4. Operating with Control Rather Than Partnership:
The manager is not the owner of the artist’s career, nor the primary author of their vision. When decisions are made in silos, without dialogue or co-creation, artists feel excluded from their own journeys. Leadership in this space requires tact, mutual respect, and a sense of shared authorship. Artists thrive in environments where their ideas are taken seriously and their voices hold weight. Dictatorial management, no matter how efficient, breeds rebellion or withdrawal.
5. Speaking for the Artist Without Explicit Permission:
The manager’s voice is not a proxy for the artist’s. Whether in interviews, closed-door meetings, or digital interactions, speaking on behalf of the artist without prior discussion creates dissonance and breeds mistrust. It projects assumptions that may not align with the artist’s intentions. Artists want to feel represented, not replaced. A strong manager champions the artist’s truth, not their own interpretation of it.
6. Using Past Loyalty to Evade Present Accountability:
Reminding an artist of how far you’ve come together can be beautiful. But when used to silence feedback or deflect criticism, it becomes manipulative. Growth requires critique. When managers weaponize history to dismiss present concerns, they trap the relationship in nostalgia. Artists need space to evolve without being guilt-tripped by their gratitude. Professional trust is not static, it must be continually earned.
7. Avoiding Conflict Instead of Navigating It Constructively:
Avoiding difficult conversations is one of the fastest ways to degrade trust. When a manager delays hard truths or ignores early signs of discontent, they invite bigger, messier breakdowns. A mature relationship embraces dialogue, even when it’s uncomfortable. Artists may not always agree with their managers, but they deeply value those who are honest, transparent, and emotionally available in moments of tension.
8. Prioritizing Public Perception Over Internal Clarity:
Managers are often tasked with crafting narratives.

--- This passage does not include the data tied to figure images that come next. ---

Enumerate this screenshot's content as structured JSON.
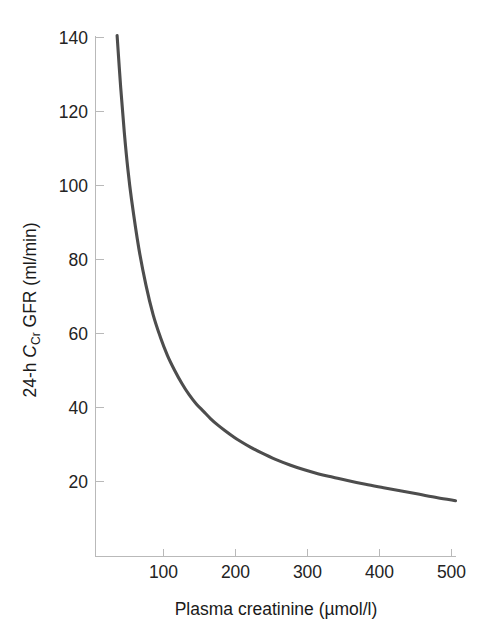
{
  "chart_data": {
    "type": "line",
    "title": "",
    "subtitle": "",
    "xlabel": "Plasma creatinine (µmol/l)",
    "ylabel": "24-h C_Cr GFR (ml/min)",
    "ylabel_parts": {
      "prefix": "24-h ",
      "italic_symbol": "C",
      "subscript": "Cr",
      "suffix": " GFR (ml/min)"
    },
    "xlim": [
      0,
      500
    ],
    "ylim": [
      0,
      140
    ],
    "xticks": [
      100,
      200,
      300,
      400,
      500
    ],
    "xtick_labels": [
      "100",
      "200",
      "300",
      "400",
      "500"
    ],
    "yticks": [
      20,
      40,
      60,
      80,
      100,
      120,
      140
    ],
    "ytick_labels": [
      "20",
      "40",
      "60",
      "80",
      "100",
      "120",
      "140"
    ],
    "grid": false,
    "legend": null,
    "annotations": [],
    "series": [
      {
        "name": "24-h creatinine clearance GFR",
        "color": "#4d4d4d",
        "x": [
          30,
          35,
          40,
          45,
          50,
          60,
          70,
          80,
          90,
          100,
          110,
          120,
          130,
          140,
          150,
          160,
          170,
          180,
          190,
          200,
          215,
          230,
          250,
          270,
          290,
          310,
          330,
          350,
          375,
          400,
          425,
          450,
          475,
          500
        ],
        "y": [
          140,
          126,
          114,
          104,
          96,
          83,
          73,
          65,
          59,
          54,
          50,
          46.5,
          43.5,
          41,
          39,
          37,
          35.3,
          33.8,
          32.4,
          31.1,
          29.4,
          27.9,
          26.1,
          24.6,
          23.3,
          22.2,
          21.3,
          20.4,
          19.4,
          18.5,
          17.6,
          16.7,
          15.8,
          15
        ]
      }
    ],
    "axis_color": "#b9b9b9",
    "label_color": "#232323"
  },
  "figure": {
    "background": "#ffffff",
    "caption": ""
  }
}
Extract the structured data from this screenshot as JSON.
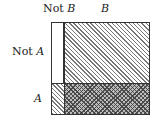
{
  "diagram": {
    "type": "contingency-region-diagram",
    "column_labels": {
      "not_b": {
        "prefix": "Not ",
        "var": "B"
      },
      "b": {
        "var": "B"
      }
    },
    "row_labels": {
      "not_a": {
        "prefix": "Not ",
        "var": "A"
      },
      "a": {
        "var": "A"
      }
    },
    "cells": [
      {
        "row": "Not A",
        "col": "Not B",
        "fill": "blank"
      },
      {
        "row": "Not A",
        "col": "B",
        "fill": "diagonal-hatch"
      },
      {
        "row": "A",
        "col": "Not B",
        "fill": "diagonal-hatch"
      },
      {
        "row": "A",
        "col": "B",
        "fill": "cross-hatch"
      }
    ],
    "colors": {
      "border": "#333333",
      "hatch": "#777777",
      "cross_hatch": "#3c3c3c",
      "background": "#ffffff"
    }
  }
}
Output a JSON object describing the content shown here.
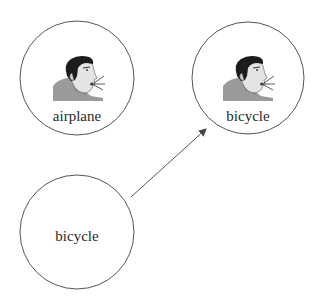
{
  "diagram": {
    "nodes": [
      {
        "id": "top-left",
        "label": "airplane",
        "has_speaker_icon": true,
        "cx": 77,
        "cy": 78,
        "r": 57
      },
      {
        "id": "top-right",
        "label": "bicycle",
        "has_speaker_icon": true,
        "cx": 248,
        "cy": 78,
        "r": 56
      },
      {
        "id": "bottom-left",
        "label": "bicycle",
        "has_speaker_icon": false,
        "cx": 77,
        "cy": 232,
        "r": 57
      }
    ],
    "edges": [
      {
        "from": "bottom-left",
        "to": "top-right",
        "style": "arrow"
      }
    ],
    "icons": {
      "speaker": "speaking-face-icon"
    },
    "colors": {
      "stroke": "#555555",
      "text": "#2a2a2a",
      "background": "#ffffff"
    }
  }
}
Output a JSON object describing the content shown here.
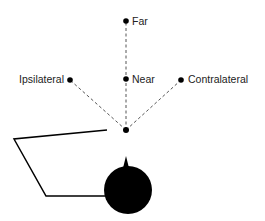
{
  "diagram": {
    "type": "target-position-schematic",
    "colors": {
      "ink": "#000000",
      "dashed_line": "#555555",
      "label": "#222222",
      "background": "#ffffff"
    },
    "origin": {
      "name": "fixation-point",
      "x": 126,
      "y": 130
    },
    "targets": [
      {
        "id": "far",
        "label": "Far",
        "x": 126,
        "y": 21,
        "label_side": "right"
      },
      {
        "id": "near",
        "label": "Near",
        "x": 126,
        "y": 79,
        "label_side": "right"
      },
      {
        "id": "ipsilateral",
        "label": "Ipsilateral",
        "x": 70,
        "y": 80,
        "label_side": "left"
      },
      {
        "id": "contralateral",
        "label": "Contralateral",
        "x": 181,
        "y": 80,
        "label_side": "right"
      }
    ],
    "head": {
      "cx": 128,
      "cy": 190,
      "r": 24,
      "nose_tip_y": 156
    },
    "arm": {
      "points": "107,130 14,139 46,196 105,196"
    }
  }
}
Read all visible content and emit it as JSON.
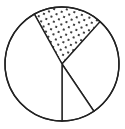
{
  "chart_data": {
    "type": "pie",
    "title": "",
    "slices": [
      {
        "label": "dotted",
        "start_deg": 331,
        "end_deg": 42,
        "percent": 20,
        "fill": "dotted"
      },
      {
        "label": "slice-b",
        "start_deg": 42,
        "end_deg": 146,
        "percent": 29,
        "fill": "white"
      },
      {
        "label": "slice-c",
        "start_deg": 146,
        "end_deg": 180,
        "percent": 9,
        "fill": "white"
      },
      {
        "label": "slice-d",
        "start_deg": 180,
        "end_deg": 331,
        "percent": 42,
        "fill": "white"
      }
    ],
    "center": [
      62,
      64
    ],
    "radius": 57,
    "stroke_color": "#222222",
    "background": "#ffffff"
  }
}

But if these narratives focus only on optics such as press photos, hashtags, engagements , without a foundation of purpose, they ring hollow. Artists notice when their public image becomes a costume instead of a mirror. Branding must stem from clarity of self, not pressure to conform. An artist manager should help an artist be more visible, not more distorted.
9. Disappearing When the Artist Is Most Vulnerable:
True management is tested not in wins, but in seasons of uncertainty. When artists falter either personally or professionally, some managers retreat, unsure of how to engage. This abandonment can feel like betrayal. Artists remember who stayed when the spotlight dimmed. A present manager in moments of pain or pause is often the difference between a breakdown and a breakthrough.
10. Resisting Evolution as the Artist Transforms:
No artist remains the same forever. New ideas, new sounds, and new ambitions are part of the journey. Managers who try to freeze their artist in a version of the past or resist expanding their own tools and networks, usually end up becoming bottlenecks. Artists outgrow not just genres and aesthetics, but people. To remain relevant, a manager must be adaptive, teachable, and eager to meet their artist in the future, not just the past.
In conclusion, the relationship between artist and manager is not built on obligation but on intention. It demands an equilibrium of professionalism, emotional awareness, and mutual ambition. That is the kind of dynamic we witness with a duo like Davido and Asa Asika , one rooted in alignment and enriched by consistency.